In this previous post I introduced the reader to Professor James Duane. He was not only my favorite prof at Regent University School of Law (Virginia Beach), but he was also one who pulled my proverbial bacon from the bureaucratic fire. Here is the how:
I was a full time pro-life “community organizer” in Wichita after leaving the Fort in ’91. The abortion industry (i.e. Susan Hill and Ulrich Klopfer, with the help of the NOW and ACLU) had pretty much run me out of Fort Wayne on a rail, and I threw myself into pro-life work in Wichita with reckless abandon and good results. Our group, Godarchy Productions, hosted Christian concerts, managed security for sidewalk counseling, continuously confronted the infamous serial killer George Tiller and ran a very successful boycott against the University of Kansas’ abortionist training program which operated out of an HCA hospital (formerly Wesleyan-affiliated) there. When the controversial (I received numerous threats of violence, including death threats) boycott succeed one of Wichita’s three abortion clinics closed up shop for good. (The Market Street clinic, formerly known at “the crypt.”)
I made more than a few friends in Wichita and many, many high placed enemies. This initial post puts much of it in historic perspective.
Come November, 1992, my father, John R. Brown, challenged me to continue my quest to become an attorney. I had done quite well on the LSAT and been seated in law school at Indiana University twice. In both instances my work in the Movement had caused me to forgo attending law school. In November of ’92 my Dad sprung for tickets for me to attend a Regent University preview weekend, where I met Professor Jim Duane and attended a session similar to the one presented at the end of this post.
I was more than favorable impressed with Jim, with the Dean Herb Titus and with Regent in general. I applied once I returned to Kansas.
I was accepted and received a scholarship for my community organizer work. (Obama and I really need to have lunch and compare notes sometime.) I started my schooling at Regent in August, 1993. At the end of the first year of law school I caught up with Professor Jim Duane at an after hours party and he shared this story with me …
One day in January, 1993, Professor Duane happened to drop by Professor Doug Cook’s office. Cook was on the entrance committee and had two piles of applications on his desk. One pile was destined to receive a letter of acceptance to Regent, the other a letter of denial. As fate would have it, I was on the top of one of those piles when Jim wandered into Doug’s office. I was in the rejection pile.
Jim vouched for me to Doug and asked why I was being rejected. Doug shared that while I had fine credentials, Dean Herb Titus has determined that my many arrests and lawsuits would cause too many state bar committees to look unfavorably upon me and thus deny me entrance. Professor Duane had studied my file, realized that I had prevailed in most all of those situations through my own pre-law school lawyering, and informed Professor Cook that he was vouching for me. Professor Duane then picked up my file and moved it into the acceptance basket.
Seven months later I was at Regent and Dean Herb Titus was not. He had been fired, ostensibly because he, like me, was too outspoken and had battled the Left too hard in his days at the ramparts.
I took to law school pretty well. I married Anne Walker between my first and second year, one of my best decisions ever, and worked with Jay Sekulow’s American Center for Law and Justice through most of my time in Virginia Beach (mostly writing copy for publications with Keith Fornier). I graduated law school summa cum laude, second my my class of about 100, in May, 1996 … without a single prospect for employment.
It seemed that pro-life community organizer on the resume was not nearly as helpful as Mr. Obama’s pro-labor community organizing turned out to be. That is a reprise that could be played over and over when viewing my “career path.”
More on that later and how my family’s prayers for post-law school employment were answered at 11:59 pm on the clock of Fate. For today’s post we have to end on this note:
I applied to three state bars right out of law school. Indiana, Kansas and Montana. Seemed like three good states to go move to, without a job, and start my search for a mission. I had spoken only to one Indiana attorney, and he was the kind of pro-life attorney that the Indiana bar loves. He told me that he would not hire me were I the last attorney on Earth due to my pre-law school pro-life activism.
Like that Indiana pro-life attorney, the Indiana bar resisted admitting me in 1996. Rather like they did in 2007. But I get ahead of myself … That is the subject of tomorrow’s post.
I thank God for Jim Duane, for it had not been for him speaking up for me when I was in the wrong Tidewater out basket I would not have been able to have the great experiences that awaited me at Regent and beyond.
More on those to come as I finish my swan song.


Filter the entries that follow, copying every line in which the word "each" appears.

[[ Recorded data open ]]

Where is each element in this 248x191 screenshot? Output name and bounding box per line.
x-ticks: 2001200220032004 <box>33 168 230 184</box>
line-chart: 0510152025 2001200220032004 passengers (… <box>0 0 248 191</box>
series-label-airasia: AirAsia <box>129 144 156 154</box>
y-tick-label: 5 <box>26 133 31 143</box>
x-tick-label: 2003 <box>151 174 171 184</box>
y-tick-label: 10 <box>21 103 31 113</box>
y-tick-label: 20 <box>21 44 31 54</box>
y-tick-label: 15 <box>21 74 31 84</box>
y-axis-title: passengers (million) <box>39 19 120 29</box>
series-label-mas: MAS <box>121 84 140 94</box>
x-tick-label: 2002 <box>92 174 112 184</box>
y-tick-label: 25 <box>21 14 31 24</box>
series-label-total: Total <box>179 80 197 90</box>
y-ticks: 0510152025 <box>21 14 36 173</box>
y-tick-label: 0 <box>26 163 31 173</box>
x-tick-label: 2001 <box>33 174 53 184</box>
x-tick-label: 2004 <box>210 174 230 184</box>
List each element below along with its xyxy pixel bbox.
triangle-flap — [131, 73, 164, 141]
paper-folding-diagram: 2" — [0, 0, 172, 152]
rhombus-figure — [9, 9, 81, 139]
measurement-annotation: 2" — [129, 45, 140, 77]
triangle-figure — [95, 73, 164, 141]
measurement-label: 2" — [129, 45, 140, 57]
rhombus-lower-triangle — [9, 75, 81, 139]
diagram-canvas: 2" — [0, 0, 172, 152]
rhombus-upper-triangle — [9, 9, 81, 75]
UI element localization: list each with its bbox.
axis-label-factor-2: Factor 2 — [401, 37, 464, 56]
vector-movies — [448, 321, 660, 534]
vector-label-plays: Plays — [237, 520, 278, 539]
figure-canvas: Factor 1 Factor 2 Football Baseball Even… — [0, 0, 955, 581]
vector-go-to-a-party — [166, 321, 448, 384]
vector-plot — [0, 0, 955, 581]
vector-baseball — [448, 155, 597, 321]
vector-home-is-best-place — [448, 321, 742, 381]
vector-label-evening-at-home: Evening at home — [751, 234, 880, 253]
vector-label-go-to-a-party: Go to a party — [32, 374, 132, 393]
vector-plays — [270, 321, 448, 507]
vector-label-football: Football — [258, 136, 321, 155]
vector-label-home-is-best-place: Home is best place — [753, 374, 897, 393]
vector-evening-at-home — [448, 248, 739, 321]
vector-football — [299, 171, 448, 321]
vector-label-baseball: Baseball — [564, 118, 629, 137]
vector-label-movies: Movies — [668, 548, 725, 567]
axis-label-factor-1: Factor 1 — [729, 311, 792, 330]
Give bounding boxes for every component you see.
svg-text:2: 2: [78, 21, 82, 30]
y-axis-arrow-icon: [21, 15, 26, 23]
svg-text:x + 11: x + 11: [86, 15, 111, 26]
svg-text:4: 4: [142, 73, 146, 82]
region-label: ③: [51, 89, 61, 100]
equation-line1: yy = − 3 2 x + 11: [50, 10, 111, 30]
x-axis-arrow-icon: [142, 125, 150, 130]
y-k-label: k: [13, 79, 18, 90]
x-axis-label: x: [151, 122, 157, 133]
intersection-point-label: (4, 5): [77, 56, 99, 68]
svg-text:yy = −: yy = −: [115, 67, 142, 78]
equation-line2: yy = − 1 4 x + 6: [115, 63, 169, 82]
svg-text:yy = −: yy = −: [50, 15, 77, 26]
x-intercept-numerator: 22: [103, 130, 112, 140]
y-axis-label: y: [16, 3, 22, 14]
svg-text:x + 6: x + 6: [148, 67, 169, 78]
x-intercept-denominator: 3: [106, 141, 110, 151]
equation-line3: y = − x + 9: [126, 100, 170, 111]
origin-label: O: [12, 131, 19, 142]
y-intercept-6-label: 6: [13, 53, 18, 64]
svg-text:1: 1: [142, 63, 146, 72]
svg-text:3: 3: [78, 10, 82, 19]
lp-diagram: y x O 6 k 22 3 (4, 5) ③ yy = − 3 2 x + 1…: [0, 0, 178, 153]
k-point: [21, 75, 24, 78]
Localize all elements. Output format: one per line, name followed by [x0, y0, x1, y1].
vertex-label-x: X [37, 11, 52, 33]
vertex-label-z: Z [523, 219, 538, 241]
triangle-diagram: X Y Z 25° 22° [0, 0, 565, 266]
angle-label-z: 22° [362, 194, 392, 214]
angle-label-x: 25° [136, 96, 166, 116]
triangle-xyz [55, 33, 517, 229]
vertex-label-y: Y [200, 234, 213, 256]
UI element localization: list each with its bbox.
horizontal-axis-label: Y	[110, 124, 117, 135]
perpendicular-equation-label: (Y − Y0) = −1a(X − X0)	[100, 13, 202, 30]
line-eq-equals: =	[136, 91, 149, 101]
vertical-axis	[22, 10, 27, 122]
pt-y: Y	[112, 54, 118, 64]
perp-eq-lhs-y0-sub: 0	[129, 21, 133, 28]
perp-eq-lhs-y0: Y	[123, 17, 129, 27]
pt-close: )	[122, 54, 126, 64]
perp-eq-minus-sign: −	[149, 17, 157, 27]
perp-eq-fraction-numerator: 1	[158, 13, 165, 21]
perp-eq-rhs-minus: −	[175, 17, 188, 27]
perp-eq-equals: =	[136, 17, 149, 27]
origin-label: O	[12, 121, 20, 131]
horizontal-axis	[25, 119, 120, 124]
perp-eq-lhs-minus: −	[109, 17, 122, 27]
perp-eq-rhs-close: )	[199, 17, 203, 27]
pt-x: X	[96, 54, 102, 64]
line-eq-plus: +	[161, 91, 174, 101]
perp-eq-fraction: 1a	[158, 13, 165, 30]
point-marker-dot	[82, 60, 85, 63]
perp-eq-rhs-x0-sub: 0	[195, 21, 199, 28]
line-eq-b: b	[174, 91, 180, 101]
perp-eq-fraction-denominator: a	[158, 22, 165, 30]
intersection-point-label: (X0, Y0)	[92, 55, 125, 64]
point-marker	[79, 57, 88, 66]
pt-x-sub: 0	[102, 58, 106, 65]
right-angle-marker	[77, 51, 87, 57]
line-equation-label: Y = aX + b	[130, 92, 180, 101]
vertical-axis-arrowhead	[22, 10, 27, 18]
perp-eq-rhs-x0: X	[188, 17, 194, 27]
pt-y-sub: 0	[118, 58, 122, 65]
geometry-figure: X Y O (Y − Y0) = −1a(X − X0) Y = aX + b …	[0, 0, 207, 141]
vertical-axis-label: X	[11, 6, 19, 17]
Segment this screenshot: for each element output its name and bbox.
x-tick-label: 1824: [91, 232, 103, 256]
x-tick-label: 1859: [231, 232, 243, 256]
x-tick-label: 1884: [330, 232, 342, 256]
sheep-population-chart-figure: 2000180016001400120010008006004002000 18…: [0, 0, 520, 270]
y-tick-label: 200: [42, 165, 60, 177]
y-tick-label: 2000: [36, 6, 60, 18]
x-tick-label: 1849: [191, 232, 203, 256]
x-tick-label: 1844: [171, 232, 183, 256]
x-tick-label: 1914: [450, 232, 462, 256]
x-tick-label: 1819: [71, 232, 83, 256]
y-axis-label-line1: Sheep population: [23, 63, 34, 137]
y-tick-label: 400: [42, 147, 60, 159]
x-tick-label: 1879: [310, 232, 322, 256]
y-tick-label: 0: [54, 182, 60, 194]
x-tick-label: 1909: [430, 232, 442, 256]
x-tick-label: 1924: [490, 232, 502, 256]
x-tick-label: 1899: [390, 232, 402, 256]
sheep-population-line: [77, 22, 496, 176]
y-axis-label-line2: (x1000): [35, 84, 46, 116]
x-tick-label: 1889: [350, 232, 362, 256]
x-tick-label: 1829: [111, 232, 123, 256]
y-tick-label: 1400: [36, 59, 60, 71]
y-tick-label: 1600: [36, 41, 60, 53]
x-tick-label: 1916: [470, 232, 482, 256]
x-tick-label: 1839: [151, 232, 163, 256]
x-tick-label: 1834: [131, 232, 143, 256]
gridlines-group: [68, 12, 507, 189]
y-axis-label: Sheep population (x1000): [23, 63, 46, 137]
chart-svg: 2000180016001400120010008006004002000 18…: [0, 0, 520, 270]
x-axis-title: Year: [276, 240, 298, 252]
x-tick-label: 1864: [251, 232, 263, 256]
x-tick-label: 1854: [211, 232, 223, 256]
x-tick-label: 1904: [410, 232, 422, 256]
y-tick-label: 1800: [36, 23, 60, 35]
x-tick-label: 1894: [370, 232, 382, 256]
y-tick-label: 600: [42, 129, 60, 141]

[[ Recorded data closed ]]

## Response to the exercise
Where is each element in this 248x191 screenshot? Output name and bounding box per line.
List each element below along with its xyxy pixel bbox.
UI element localization: list each with its bbox.
UI element localization: list each with its bbox.
Segment this screenshot: for each element output its name and bbox.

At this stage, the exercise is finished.